Butte was a short jog rather than a full retreat, just enough to make the situation bearable. Margaret and Dulcy dropped their bags at the Thornton and shopped for linens and cookware at Hennessey’s, a store whose name Livingston people whispered with the sort of reverence Dulcy had heard used for Liberty’s or Altman’s. They found rugs from a dealer who looked like he’d been born in Persia, and ordered teak blinds. Mrs. Knox had supplied the name of a furniture dealer who stocked the better leavings of people who’d sold quickly—half of Montana, at one point or another—and they found a secretaire with actual secret drawers, two nice sets of pawned silver, and some pretty Brussels lace draperies. They bought clothes, not all widowy: nightgowns, dresses in blue and mauve, summer skirts, white hats, canvas aprons for cleaning and gardening. Margaret never asked why Dulcy hadn’t sent for the belongings she’d presumably accumulated during her marriage.
Margaret went back to the Thornton to rest before dinner, and Dulcy set off on her main errand. No one else had the key to this bank box, but she worried that Henning might somehow know about the account, that he’d pulled the brown book from under Walton’s pillow, too. Coming here for a pittance might reveal her existence, but she had to try: she had enough money to stay in Montana, not enough if she ever had to flee again. At the bank the manager was faultlessly polite, and politely disinterested, as he had her sign the log that showed no visits since 1900, before the African mines. She wrote Miranda Falk—if Henning followed her, and paid the manager to show him the log, at least she could leave a clue that she’d expected him—and waited for the manager to leave her alone with the box.
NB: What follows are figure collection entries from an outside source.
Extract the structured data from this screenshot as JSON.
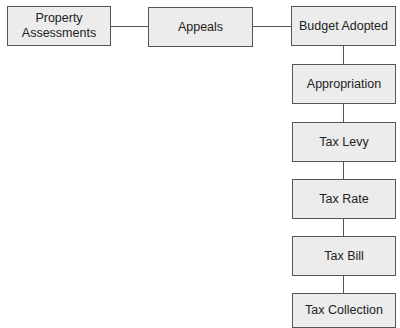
{
  "diagram": {
    "type": "flowchart",
    "colors": {
      "box_fill": "#ececec",
      "border": "#555555",
      "text": "#222222"
    },
    "nodes": [
      {
        "id": "property-assessments",
        "label": "Property\nAssessments"
      },
      {
        "id": "appeals",
        "label": "Appeals"
      },
      {
        "id": "budget-adopted",
        "label": "Budget Adopted"
      },
      {
        "id": "appropriation",
        "label": "Appropriation"
      },
      {
        "id": "tax-levy",
        "label": "Tax Levy"
      },
      {
        "id": "tax-rate",
        "label": "Tax Rate"
      },
      {
        "id": "tax-bill",
        "label": "Tax Bill"
      },
      {
        "id": "tax-collection",
        "label": "Tax Collection"
      }
    ],
    "edges": [
      [
        "property-assessments",
        "appeals"
      ],
      [
        "appeals",
        "budget-adopted"
      ],
      [
        "budget-adopted",
        "appropriation"
      ],
      [
        "appropriation",
        "tax-levy"
      ],
      [
        "tax-levy",
        "tax-rate"
      ],
      [
        "tax-rate",
        "tax-bill"
      ],
      [
        "tax-bill",
        "tax-collection"
      ]
    ]
  },
  "labels": {
    "property_line1": "Property",
    "property_line2": "Assessments",
    "appeals": "Appeals",
    "budget_adopted": "Budget Adopted",
    "appropriation": "Appropriation",
    "tax_levy": "Tax Levy",
    "tax_rate": "Tax Rate",
    "tax_bill": "Tax Bill",
    "tax_collection": "Tax Collection"
  }
}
She kept him waiting for a full ten minutes while comprehending the forty-three thousand dollars in English and American notes, with some Austrian gold for good measure. Walton had loved hiding things, and now he’d allowed her to hide. She’d hoped for a quarter of this, and outside on the street with a full satchel, she walked slowly, mind veering around theories of how Walton might have collected so much. This wasn’t a revenge on Victor; the dates were wrong. Had he cheated other clients, or spent less than she’d ever imagined on women? She tried looking at a stand of narcissus, a candy store, a window full of fabric, but she shriveled a little as she passed the Sons of St. George Hall on North Main and listened for Cornish ghosts, mining voices. She took the side entrance to the Thornton.
“Was your business all right, Maria?” asked Margaret, looking up from her book.
“It was all right,” said Dulcy.
“You’re sad,” said Margaret.
They had shellfish and caviar, wine and brandy, and Dulcy’s worry eroded again. Afterward, they smoked cigarettes and drank champagne above the people strolling down East Broadway: bankers and prostitutes, blacks and Chinese. All of them were well-dressed city people, not a cowboy in sight.
“Maybe the men are more interesting here,” said Margaret.
Dulcy scanned the sidewalk, and didn’t think so, and didn’t think Margaret meant it, either.
When they arrived at the station the next morning, Margaret felt woozy and retreated to the bathroom. Dulcy bought a pasty on the platform and ate it hot there and then before she climbed into the first-class cabin and pretended to be a proper lady, lacking appetite.